The "Sealed classes" feature, as described here, just feels all wrong to me.<p>They are saying that if you have a (normal) interface, anyone can create a new class implementing it. So if you do<p><pre><code> if (x instanceof Foo) {
...
} else if (x instanceof Bar) {
...
} ...
</code></pre>
then your code will break at runtime if someone adds a new class, as that code won't expect it. So the article is saying the solution is to use the new "sealed" interfaces feature, so nobody can create any new classes implementing that interface, and your "if" statement will not break.<p>Surely object-oriented programming already thought about that and already solved that? (I know object-oriented programming is out of vogue at the moment, but Java <i>is</i> an object-oriented language.)<p>The solution there is to add a method to the interface, and all your classes implement that.

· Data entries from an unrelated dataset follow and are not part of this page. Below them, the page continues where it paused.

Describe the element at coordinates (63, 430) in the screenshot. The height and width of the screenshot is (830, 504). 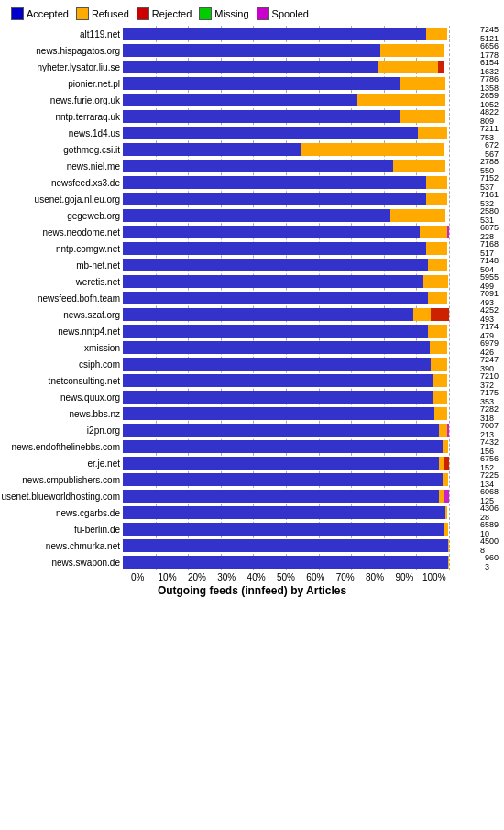
I see `y-label-24: i2pn.org` at that location.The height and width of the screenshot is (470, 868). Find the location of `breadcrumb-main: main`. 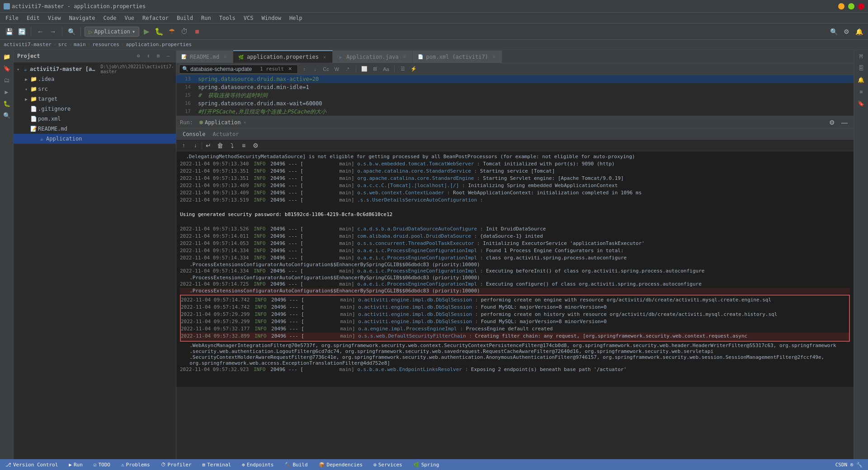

Then rather than having a massive if/switch statement with all the options, you call the method.<p>That is better than preventing people from extending your code, it <i>allows</i> them to extend your code. They just have to implement the method. And the compiler will force them to do that, so they can't even accidentally forget.<p>The example given of color spaces (RGB, CMYK etc.) is a great example. I can absolutely imagine writing code which uses color spaces, but then some user or client having a need to use a weird obscure color space I haven't thought of. I wouldn't want to restrict my code to saying "these are the color spaces I support, due to this massive if/switch statement listing them all, the code is written in such a way that you can't extend it".